The media create trends, say Merriam and Makower, which steer the economy and society. Basically, media messages (we're speaking here of news, not ads) exert influence on the public mind, leading to later action. In our time, "Nothing really happens unless the media cover it." And the amount of coverage is an indicator of trends.

This does not mean that journalists are the chief movers and shakers of society, since what they report is what is happening and what people want to know. Events, developments and concerns are the stuff of news flows, and by finding patterns in these flows, you are using information about information to keep pace in an age of rapid change.

Trend watching is how John Naisbitt formulated his predictions in Megatrends. It is being practiced by major corporations in order to see where society is heading and better meet market demand. "It is not a public affairs operation; it is an attempt to understand social change and to find useful answers for the operations team." If they do it and make millions, why not you?

What is trend watching?

To be a trend watcher, you need to read or watch news media, count issues and events, record them for later examination, and use that data to formulate predictions about what may happen over the next one to five years.

Trend watching is not market research, which gathers data on what groups of people are thinking, but it is a support for this function.

Trend watchers recognize that in this Information Age, the key to business profits is knowing how to find, acquire, use and sell information. The successful entrepreneur must be able to discern how bits of information are related, and sort through the "noise" of the glut of messages to retrieve meaningful data.

It is important for trend watchers to look at the news flow on national and local levels, and to review a variety of media, including newspapers, news magazines, TV news shows, specialty publications, and trend-setting media such as The New England Journal of Medicine or Science Magazine.
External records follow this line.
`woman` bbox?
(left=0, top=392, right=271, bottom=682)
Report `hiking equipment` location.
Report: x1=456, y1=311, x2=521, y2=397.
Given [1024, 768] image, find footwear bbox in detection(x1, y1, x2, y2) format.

The exact mix of these depends upon your objective in trend watching, but it shouldn't be necessary to scan more than three newspapers (perhaps one national), several general or specialized magazines and two TV programs. Through setting up a simple system, scanning rather than reading, and, if possible, utilizing employees to help with the project, your trend watching will not take up an excessive amount of time.
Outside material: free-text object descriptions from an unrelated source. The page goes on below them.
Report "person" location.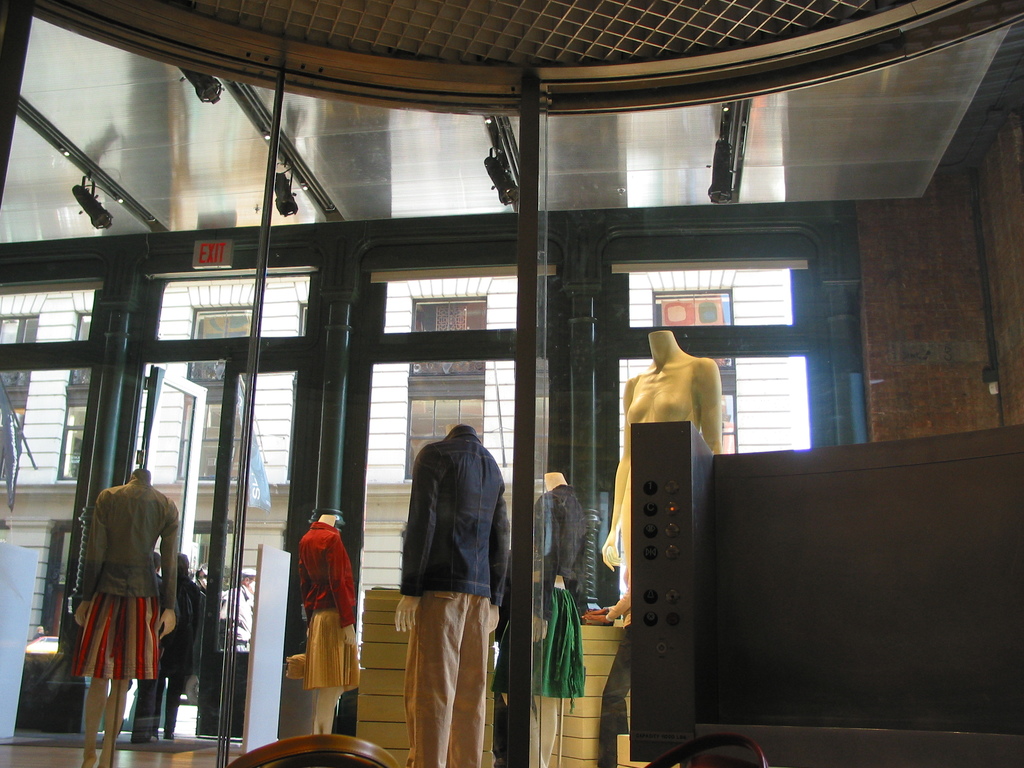
Report: pyautogui.locateOnScreen(599, 572, 636, 765).
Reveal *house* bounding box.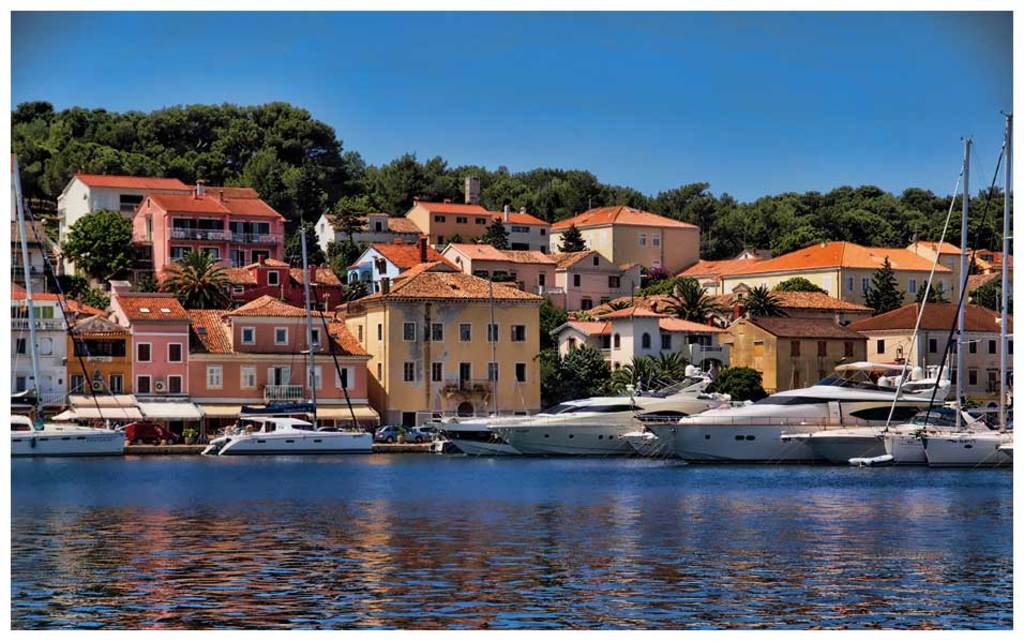
Revealed: BBox(212, 177, 286, 260).
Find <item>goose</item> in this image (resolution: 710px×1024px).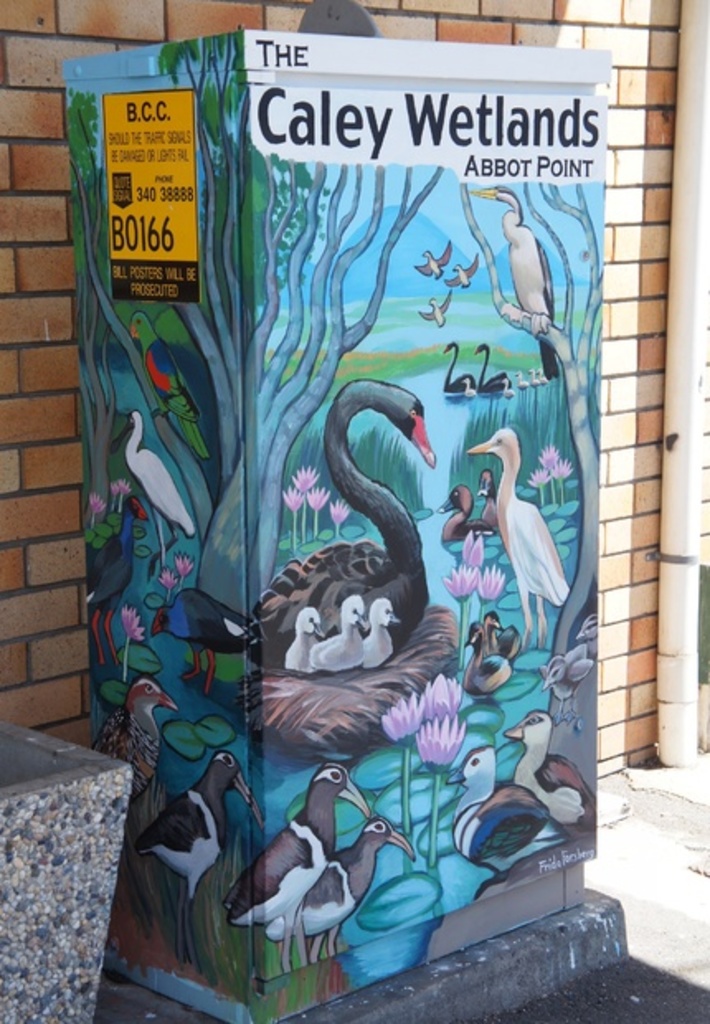
crop(267, 814, 413, 965).
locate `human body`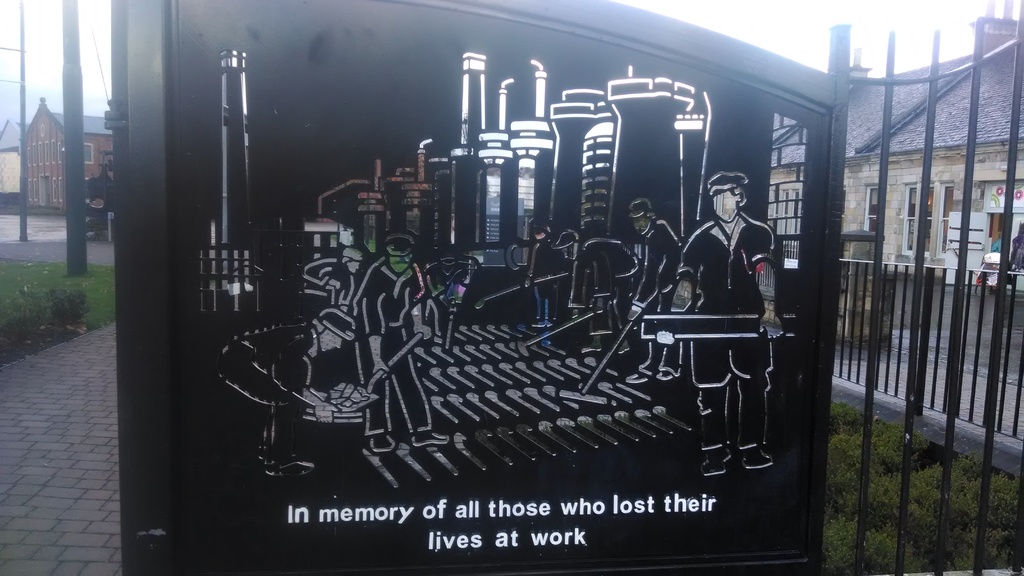
527,237,567,333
The first step is to determine what you want to know. For example, if you are a builder, you need to track information in the areas of construction costs, finance, zoning and housing styles, among others. Don't let your list of categories be longer than 50 items, including both major titles and subheads.

Next, select the publications and programs that bring you stories on your topics of interest. Merriam and Makower describe a system for counting and calculating media exposures, and you may wish to purchase their book for the instructions. Basically, the count consists in adding the numbers by issue and by medium over a given period of time, which also entails measuring the amount of time or space each news item receives, converting them to percentages, deriving percentages for each medium, and crunching (making a single index of) the numbers.
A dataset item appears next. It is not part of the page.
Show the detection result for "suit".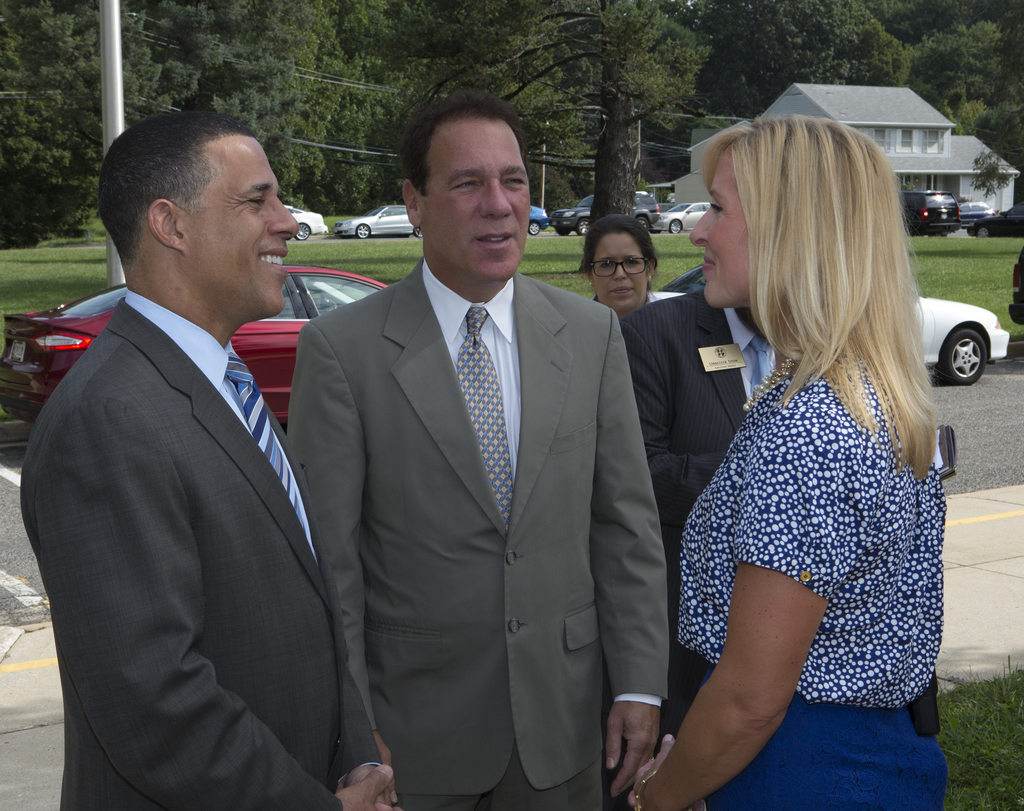
[288,108,661,799].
You are then in a position to analyze and predict trends which may affect your business. Remember, a key to success is linking causes and effects among seemingly unrelated matters.

As the authors point out, we are all trend watchers on an unsophisticated level. By infusing our day-to-day watching with some rigor, we can sort through all the "noise" and glean messages to help steer the future. Large and small firms have used trend watching to find new products or new markets, gauge public relations, judge the competition, and detect dangerous market conditions. By trend watching, you keep score of what the public is learning, what it wants to know and what it chooses to ignore.

Merriam and Makower stress that we need to do this to cope with the massive changes and uncertainty that characterize our era. A lack of vision and an inability to plan may translate to a failure to compete.

[Note, although this book was published before the impact of the Internet, its insights are valid. Trend watchers of today must also add websites to their list of media to scan.]